Donald R. Sherman, a former professor at the University of Wisconsin-Milwaukee and a leading expert on hollow structural steel (HSS) connections, died March 26 at age 89.
Born in Cleveland, he received his bachelor’s and master’s degrees from Case Institute of Technology (now Case Western Reserve University) and then obtained his PhD in structural engineering from the University of Illinois. He worked for ESSO Research before joining the faculty at UWM, where he retired as a professor emeritus in 1997.
Sherman was a long-time member of the AISC Committee on Specifications and the Structural Stability Research Council. He was widely regarded as an expert on the design and behavior of HSS, for which he was honored in 2002 with an AISC lifetime achievement award.
“I met Don and his wife Joyce in 1964 when I went to the University of Illinois, and we’ve been close friends ever since,” recalled James M. Fisher, PE, PhD, former chair of the AISC Committee on Specifications. “Don had a great dry sense of humor. Two items he instructed me about were that when doing experimental research, ‘you should only perform two tests, so that you can draw a straight line between the data points–a third test may mess that up!’ He also told me that while working as ESSO he wrote his first computer program and it still works to this day. ‘You feed the results of your hand calculations into a computer program and then print the answers out so that they’re believable!”

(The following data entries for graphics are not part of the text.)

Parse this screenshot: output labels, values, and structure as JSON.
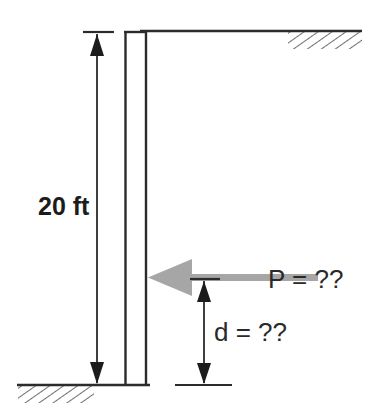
{
  "figure": {
    "background_color": "#ffffff",
    "line_color": "#2b2b2b",
    "force_color": "#a6a6a6",
    "hatch_color": "#4a4a4a",
    "width": 368,
    "height": 417
  },
  "labels": {
    "height_dimension": "20 ft",
    "force_label": "P = ??",
    "distance_dimension": "d = ??"
  },
  "elements": {
    "wall_name": "vertical-wall",
    "top_support_name": "top-support-surface",
    "ground_name": "ground-surface",
    "force_arrow_name": "applied-load-arrow",
    "height_dim_name": "height-dimension-line",
    "distance_dim_name": "distance-dimension-line"
  },
  "geometry": {
    "wall_left_x": 125,
    "wall_right_x": 146,
    "wall_top_y": 31,
    "wall_bottom_y": 385,
    "height_dim_x": 97,
    "distance_dim_x": 204,
    "load_y": 280,
    "top_line_right_x": 362,
    "ground_left_x": 17
  }
}
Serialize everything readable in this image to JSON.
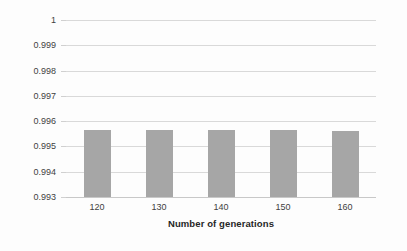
{
  "chart_data": {
    "type": "bar",
    "title": "",
    "xlabel": "Number of generations",
    "ylabel": "System reliability",
    "categories": [
      "120",
      "130",
      "140",
      "150",
      "160"
    ],
    "values": [
      0.99565,
      0.99565,
      0.99565,
      0.99564,
      0.99563
    ],
    "ylim": [
      0.993,
      1
    ],
    "ytick_labels": [
      "0.993",
      "0.994",
      "0.995",
      "0.996",
      "0.997",
      "0.998",
      "0.999",
      "1"
    ],
    "ytick_values": [
      0.993,
      0.994,
      0.995,
      0.996,
      0.997,
      0.998,
      0.999,
      1
    ],
    "grid": true,
    "legend": null,
    "series": [
      {
        "name": "System reliability",
        "values": [
          0.99565,
          0.99565,
          0.99565,
          0.99564,
          0.99563
        ]
      }
    ],
    "colors": {
      "bar": "#a6a6a6",
      "gridline": "#d9d9d9",
      "axis": "#c8c8c8",
      "text": "#3f3f3f",
      "title_text": "#262626",
      "background": "#fdfdfd"
    }
  }
}
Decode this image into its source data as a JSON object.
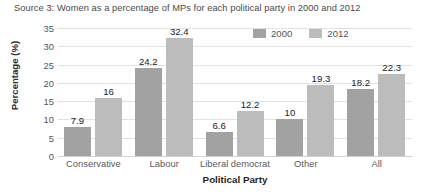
{
  "source_caption": "Source 3: Women as a percentage of MPs for each political party in 2000 and 2012",
  "axis": {
    "x_title": "Political Party",
    "y_title": "Percentage (%)"
  },
  "legend": {
    "entries": [
      {
        "label": "2000",
        "color": "#a2a2a2"
      },
      {
        "label": "2012",
        "color": "#bcbcbc"
      }
    ]
  },
  "ticks": {
    "y": [
      "0",
      "5",
      "10",
      "15",
      "20",
      "25",
      "30",
      "35"
    ],
    "x": [
      "Conservative",
      "Labour",
      "Liberal democrat",
      "Other",
      "All"
    ]
  },
  "labels": {
    "series_2000": [
      "7.9",
      "24.2",
      "6.6",
      "10",
      "18.2"
    ],
    "series_2012": [
      "16",
      "32.4",
      "12.2",
      "19.3",
      "22.3"
    ]
  },
  "chart_data": {
    "type": "bar",
    "title": "Source 3: Women as a percentage of MPs for each political party in 2000 and 2012",
    "subtitle": "",
    "xlabel": "Political Party",
    "ylabel": "Percentage (%)",
    "categories": [
      "Conservative",
      "Labour",
      "Liberal democrat",
      "Other",
      "All"
    ],
    "series": [
      {
        "name": "2000",
        "color": "#a2a2a2",
        "values": [
          7.9,
          24.2,
          6.6,
          10,
          18.2
        ]
      },
      {
        "name": "2012",
        "color": "#bcbcbc",
        "values": [
          16,
          32.4,
          12.2,
          19.3,
          22.3
        ]
      }
    ],
    "ylim": [
      0,
      35
    ],
    "ytick_step": 5,
    "yticks": [
      0,
      5,
      10,
      15,
      20,
      25,
      30,
      35
    ],
    "grid": "horizontal",
    "legend_position": "top-right",
    "data_labels": true
  }
}
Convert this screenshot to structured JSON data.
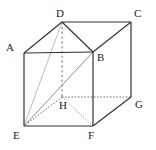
{
  "figure": {
    "type": "geometric-diagram",
    "background_color": "#ffffff",
    "canvas": {
      "width": 156,
      "height": 150
    },
    "colors": {
      "solid_edge": "#333333",
      "hidden_edge": "#6e6e6e",
      "diagonal_light": "#b4b4b4",
      "diagonal_medium": "#8a8a8a",
      "label_text": "#1a1a1a"
    },
    "vertices": [
      {
        "name": "A",
        "label": "A",
        "x": 24,
        "y": 53,
        "label_x": 6,
        "label_y": 42
      },
      {
        "name": "B",
        "label": "B",
        "x": 93,
        "y": 52,
        "label_x": 97,
        "label_y": 52
      },
      {
        "name": "C",
        "label": "C",
        "x": 131,
        "y": 22,
        "label_x": 134,
        "label_y": 8
      },
      {
        "name": "D",
        "label": "D",
        "x": 62,
        "y": 22,
        "label_x": 56,
        "label_y": 8
      },
      {
        "name": "E",
        "label": "E",
        "x": 24,
        "y": 126,
        "label_x": 13,
        "label_y": 130
      },
      {
        "name": "F",
        "label": "F",
        "x": 93,
        "y": 126,
        "label_x": 88,
        "label_y": 130
      },
      {
        "name": "G",
        "label": "G",
        "x": 131,
        "y": 97,
        "label_x": 135,
        "label_y": 99
      },
      {
        "name": "H",
        "label": "H",
        "x": 62,
        "y": 97,
        "label_x": 59,
        "label_y": 100
      }
    ],
    "edges": [
      {
        "name": "edge-A-B",
        "from": "A",
        "to": "B",
        "style": "solid",
        "hidden": false
      },
      {
        "name": "edge-A-D",
        "from": "A",
        "to": "D",
        "style": "solid",
        "hidden": false
      },
      {
        "name": "edge-A-E",
        "from": "A",
        "to": "E",
        "style": "solid",
        "hidden": false
      },
      {
        "name": "edge-D-C",
        "from": "D",
        "to": "C",
        "style": "solid",
        "hidden": false
      },
      {
        "name": "edge-B-C",
        "from": "B",
        "to": "C",
        "style": "solid",
        "hidden": false
      },
      {
        "name": "edge-B-F",
        "from": "B",
        "to": "F",
        "style": "solid",
        "hidden": false
      },
      {
        "name": "edge-C-G",
        "from": "C",
        "to": "G",
        "style": "solid",
        "hidden": false
      },
      {
        "name": "edge-E-F",
        "from": "E",
        "to": "F",
        "style": "solid",
        "hidden": false
      },
      {
        "name": "edge-F-G",
        "from": "F",
        "to": "G",
        "style": "solid",
        "hidden": false
      },
      {
        "name": "edge-D-H",
        "from": "D",
        "to": "H",
        "style": "dashed",
        "hidden": true
      },
      {
        "name": "edge-H-E",
        "from": "H",
        "to": "E",
        "style": "dotted",
        "hidden": true
      },
      {
        "name": "edge-H-F",
        "from": "H",
        "to": "F",
        "style": "dotted",
        "hidden": true
      },
      {
        "name": "edge-H-G",
        "from": "H",
        "to": "G",
        "style": "dotted",
        "hidden": true
      }
    ],
    "diagonals": [
      {
        "name": "diagonal-E-D",
        "from": "E",
        "to": "D",
        "style": "solid",
        "shade": "light"
      },
      {
        "name": "diagonal-E-B",
        "from": "E",
        "to": "B",
        "style": "solid",
        "shade": "medium"
      },
      {
        "name": "diagonal-D-B",
        "from": "D",
        "to": "B",
        "style": "solid",
        "shade": "dark"
      }
    ]
  }
}
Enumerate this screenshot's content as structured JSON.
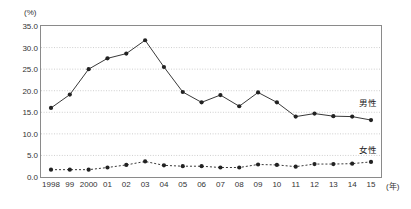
{
  "chart_data": {
    "type": "line",
    "title": "",
    "subtitle": "",
    "xlabel": "(年)",
    "ylabel": "(%)",
    "ylim": [
      0.0,
      35.0
    ],
    "yticks": [
      "0.0",
      "5.0",
      "10.0",
      "15.0",
      "20.0",
      "25.0",
      "30.0",
      "35.0"
    ],
    "ytick_values": [
      0.0,
      5.0,
      10.0,
      15.0,
      20.0,
      25.0,
      30.0,
      35.0
    ],
    "grid": "horizontal-dotted",
    "legend_position": "inline-right",
    "categories": [
      "1998",
      "99",
      "2000",
      "01",
      "02",
      "03",
      "04",
      "05",
      "06",
      "07",
      "08",
      "09",
      "10",
      "11",
      "12",
      "13",
      "14",
      "15"
    ],
    "x": [
      1998,
      1999,
      2000,
      2001,
      2002,
      2003,
      2004,
      2005,
      2006,
      2007,
      2008,
      2009,
      2010,
      2011,
      2012,
      2013,
      2014,
      2015
    ],
    "series": [
      {
        "name": "男性",
        "marker": "filled-circle",
        "linestyle": "solid",
        "color": "#222222",
        "values": [
          16.0,
          19.1,
          25.0,
          27.5,
          28.6,
          31.7,
          25.5,
          19.7,
          17.3,
          19.0,
          16.4,
          19.6,
          17.3,
          14.0,
          14.7,
          14.1,
          14.0,
          13.2
        ]
      },
      {
        "name": "女性",
        "marker": "filled-circle",
        "linestyle": "dotted",
        "color": "#222222",
        "values": [
          1.7,
          1.7,
          1.7,
          2.2,
          2.8,
          3.6,
          2.7,
          2.5,
          2.5,
          2.2,
          2.2,
          2.9,
          2.8,
          2.4,
          3.0,
          3.0,
          3.1,
          3.5
        ]
      }
    ],
    "annotations": [
      {
        "name": "male-series-label",
        "text": "男性"
      },
      {
        "name": "female-series-label",
        "text": "女性"
      }
    ]
  }
}
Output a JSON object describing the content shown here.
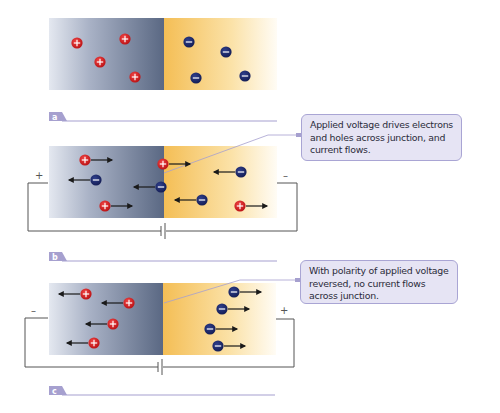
{
  "colors": {
    "p_region_dark": "#5d6b86",
    "p_region_light": "#e3e7ef",
    "n_region_dark": "#f5c25a",
    "n_region_light": "#fffaf0",
    "hole_fill": "#d91c1c",
    "electron_fill": "#1c2a6e",
    "arrow": "#1a1a1a",
    "wire": "#555555",
    "tag_fill": "#a6a0cf",
    "tag_line": "#a6a0cf",
    "callout_fill": "#e6e4f4",
    "callout_border": "#a9a5d4",
    "leader_line": "#a6a0cf"
  },
  "panels": [
    {
      "id": "a",
      "tag_label": "a",
      "has_circuit": false,
      "left_terminal_sign": "",
      "right_terminal_sign": "",
      "carriers": [
        {
          "type": "hole",
          "arrow": "none"
        },
        {
          "type": "hole",
          "arrow": "none"
        },
        {
          "type": "hole",
          "arrow": "none"
        },
        {
          "type": "hole",
          "arrow": "none"
        },
        {
          "type": "electron",
          "arrow": "none"
        },
        {
          "type": "electron",
          "arrow": "none"
        },
        {
          "type": "electron",
          "arrow": "none"
        },
        {
          "type": "electron",
          "arrow": "none"
        }
      ]
    },
    {
      "id": "b",
      "tag_label": "b",
      "has_circuit": true,
      "left_terminal_sign": "+",
      "right_terminal_sign": "–",
      "callout": "Applied voltage drives electrons and holes across junction, and current flows.",
      "carriers": [
        {
          "type": "hole",
          "arrow": "right"
        },
        {
          "type": "electron",
          "arrow": "left"
        },
        {
          "type": "hole",
          "arrow": "right"
        },
        {
          "type": "hole",
          "arrow": "right"
        },
        {
          "type": "electron",
          "arrow": "left"
        },
        {
          "type": "electron",
          "arrow": "left"
        },
        {
          "type": "electron",
          "arrow": "left"
        },
        {
          "type": "hole",
          "arrow": "right"
        }
      ]
    },
    {
      "id": "c",
      "tag_label": "c",
      "has_circuit": true,
      "left_terminal_sign": "–",
      "right_terminal_sign": "+",
      "callout": "With polarity of applied voltage reversed, no current flows across junction.",
      "carriers": [
        {
          "type": "hole",
          "arrow": "left"
        },
        {
          "type": "hole",
          "arrow": "left"
        },
        {
          "type": "hole",
          "arrow": "left"
        },
        {
          "type": "hole",
          "arrow": "left"
        },
        {
          "type": "electron",
          "arrow": "right"
        },
        {
          "type": "electron",
          "arrow": "right"
        },
        {
          "type": "electron",
          "arrow": "right"
        },
        {
          "type": "electron",
          "arrow": "right"
        }
      ]
    }
  ]
}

Sherman was the author of hundreds of papers and publications, notably the first edition of AISC Design Guide 24: Hollow Structural Section Connections, AISC's 2002 report on the Design of Extended Shear Tabs, and the 1996 Engineering Journal paper "Designing with Structural Tubing." You can also find some of his lectures in AISC’s education portal at learning.aisc.org.
"Don was such an unassuming person," said AISC President Charles J. Carter, SE, PE, PhD. "He listened more than he spoke, but when he did what he said always helped the group he was working with get closer to the solution."